A common perception of Jews during World War II is that they were passive and submissive in the face of German oppression. In Resistance, Holocaust scholar Nechama Tec questions the validity of this widely held assumption, arguing that rather than making empty claims about Jewish passivity or heroics during the Holocaust, a systematic comparison of Jewish and non-Jewish resistance is needed. Using firsthand accounts and interviews, Tec examines the four main settings of the war-ghetto, concentration camp, forest and countryside, and the Aryan world-and describes what life was like for Jews and non-Jews in each. Tec's comparisons show that even when Jewish and non-Jewish groups were in the same place at the same time, each faced vastly different conditions, and opportunities for Jewish resistance were far scarcer and more complicated than for their non-Jewish counterparts.
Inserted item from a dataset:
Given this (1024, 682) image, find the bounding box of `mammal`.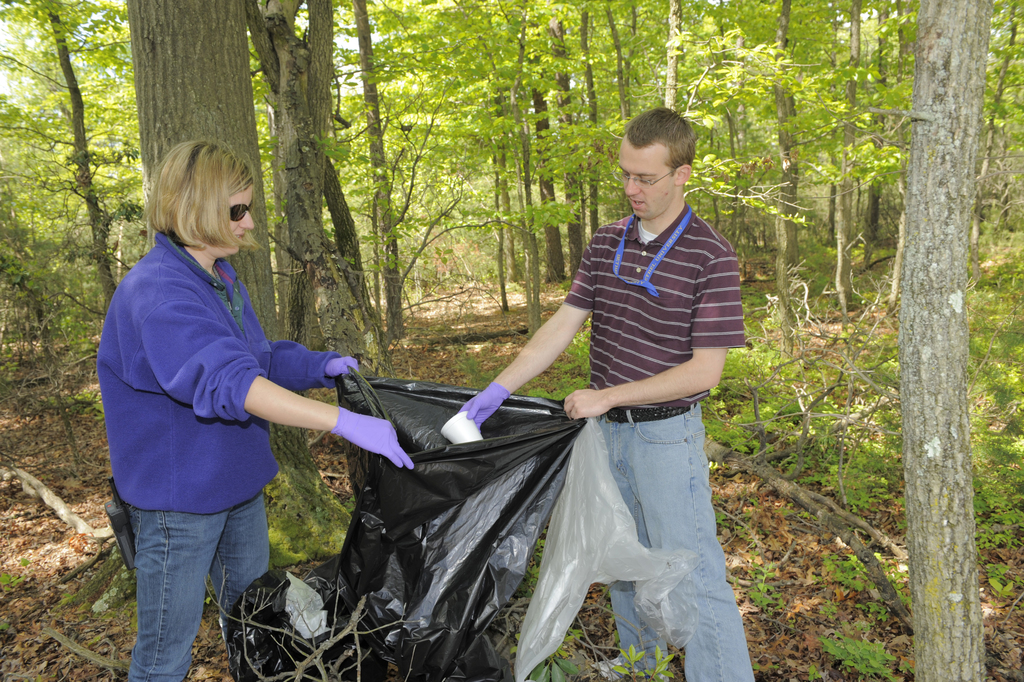
box=[93, 139, 414, 681].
Given the unique Jewish predicament, Tec explains that Jewish resistance had different aims-in particular, Jewish efforts emphasized recovery of dignity and salvation of lives, rather than large-scale thwarting of their oppressors. This illuminating book also explores the larger concept of resistance, often too narrowly equated with armed attempts or too broadly equated with attempts merely to survive. Tec brilliantly argues that resistance is dependent on the oppressed party's intent and the particular nature of the oppression faced. Closely reasoned and eloquently constructed, Resistance reinvigorates the discussion about resistance in World War II.
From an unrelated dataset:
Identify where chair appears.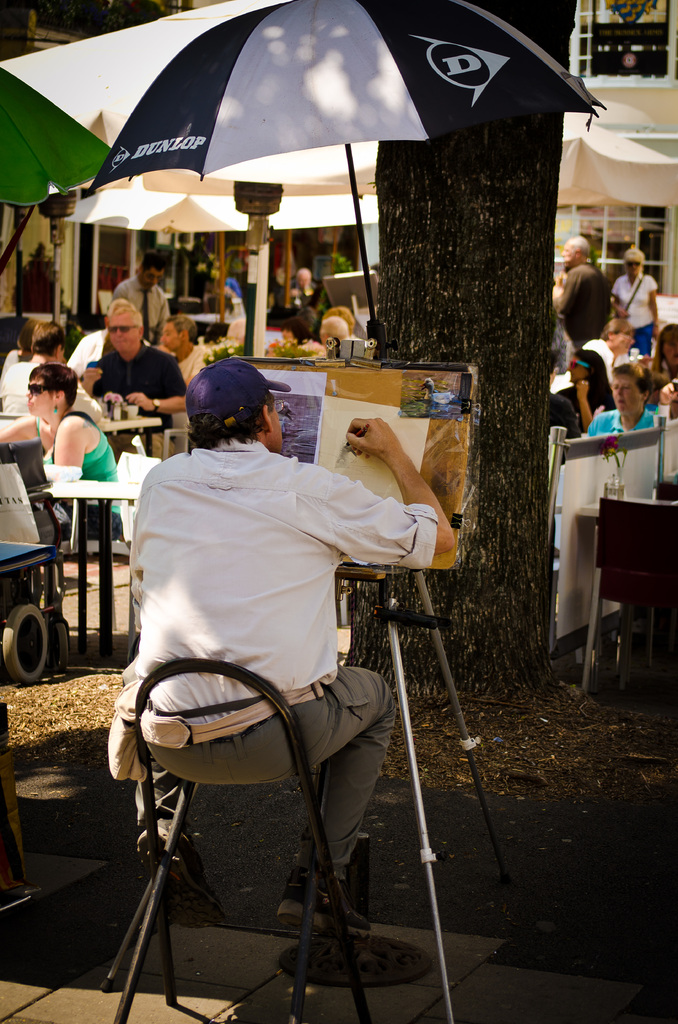
Appears at box=[569, 477, 672, 706].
A Jew passing as a Christian in occupied Poland during WWII, Oswald
Rufeisen worked as translator and personal secretary to a Nazi
commander of the German police, repeatedly risking his life to save
hundreds from the Nazis. A relatively unknown Jewish hero and
rescuer at the magnitude of Oskar Schindler, Rufeisen's life and
role during the Holocaust is perhaps even more riveting and complex
than the man memorialized by Stephen Spielberg in Schindler's List.
Everyone knows the name of Anne Frank but few people remember anything about the people who sheltered her. Who were the rescuers and what motivated them to risk their lives for persecuted Jews? Clearly such people deserve to be remembered and honored. And clearly an understanding of their motivations may help us cultivate such behavior in our own day. Focusing on such "righteous Christians," Tec, herself a survivor helped by Poles, vividly recreates what it was like to pass and hide among Christians and what it was like for Poles to rescue Jews. Concentrating on Poland, the Nazi center for Jewish annihilation, Tec amassed a vast array of published accounts, unpublished testimonies, and interviews, yielding case histories of over 500 Polish helpers, preserving for posterity the heroism of such people, and filling a significant gap in our knowledge of the Holocaust.
A story of a young Jewish girl's coming of age during the tragic years of the Holocaust.
In this riveting book Nechama Tec offers insights into the
differences between the experiences of Jewish women and men during
the Holocaust. Her research draws on a variety of sources: wartime
diaries, postwar memoirs, a range of archival materials, and most
important, direct interviews with Holocaust survivors. Tec reveals
how women and men on the road to annihilation developed distinct
coping strategies and how mutual cooperation and compassion
operated across gender lines.
Edith Stein's murder at Auschwitz is a topic of intense controversy among members of the Jewish and Catholic faiths. Some observers, both Jews and Christians, insist that Stein was sent to the gas chambers because of her Jewish heritage and faith, and that it would be inappropriate to declare her a saint in the Christian religious tradition. Yet, others of both faiths find in Stein a healing symbol for our time of the atrocities committed against Jews in Christian nations during World War II. In this volume, members of the Jewish and Christian religious traditions speak to this deeply divided debate.